Once fermentation is complete, the pickles are rinsed free of their salt bath in 100-year-old giant cypress water vats, pass visual inspection, and then file through a cutting machine with blades that cut the pickles into tiny cubes. After a big squeeze to remove excess water, and a pass through a metal detector, it’s on to the flavor department.

The mixing team takes over, adding spices, sweeteners and vinegars according to the customers’ specifications.

“We have about 50 formulas, and each of our relishes is designed to go into salad dressing, primarily tartar sauce and Thousand Island dressing,” Munao said.

Some staffers have been on board for nearly 25 years, so they have “trained tongues” that are able to taste and decipher flavors and spices.

Fiber drums holding 500 pounds each of shelf stable relish are stored on pallets in the ambient warehouse awaiting shipment, typically within two weeks.

Munao said the business has grown over the last 10 years, and the volume through the facility has almost doubled. Production doesn’t stop after the growing season either.
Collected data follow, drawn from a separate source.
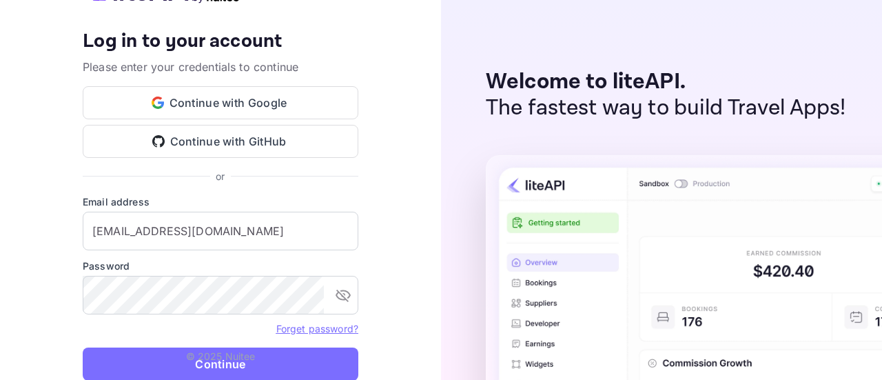 Image resolution: width=882 pixels, height=380 pixels. Describe the element at coordinates (665, 82) in the screenshot. I see `p: Welcome to liteAPI.` at that location.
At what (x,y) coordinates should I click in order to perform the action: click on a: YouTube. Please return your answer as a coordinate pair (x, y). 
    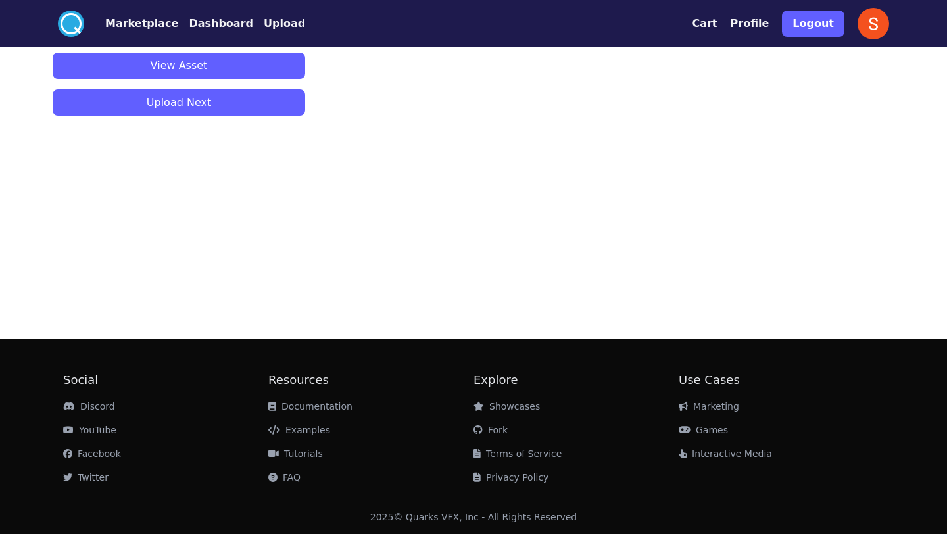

It remains consistent year-round.

Munao joined the company while Seymour was still at the helm.

“I came from large corporations that had big engineering departments that came up with production lines,” she said. “And I came here and you had Seymour and Harriet and a couple people that worked for them, and they designed this process that is straightforward and easy. They made most of the equipment themselves. How did they do it all? I’m amazed.”

The end product, as well as its preparation, must meet strict company guidelines and policies, and also those of several food inspection agencies that perform routine audits.

A small, stable, dedicated workforce of 20 people – with one or two additional seasonal workers – produces a food that is eaten by thousands of people each day.

“If you walk down the dressing aisle of a grocery store,” Munao said, “other than one or two that are not ours, everybody else is purchasing their relish for their product from us.

“We are proud of the fact that Gina has maintained her father’s and grandfather’s legacy,” she said, “and that although Flamm’s Pickles is not known to most people in the community, it is a respected and reliable supplier of pickle relish in the salad dressing and sauce industry. We are extremely proud that the majority of national salad dressings contain our pickle relish that is made right here in Eau Claire. We are lucky to have a dedicated team that works together to make the finest pickle relish.”

Pickles are processed into relish Friday at Flamm Pickle and Packing Co. in Eau Claire.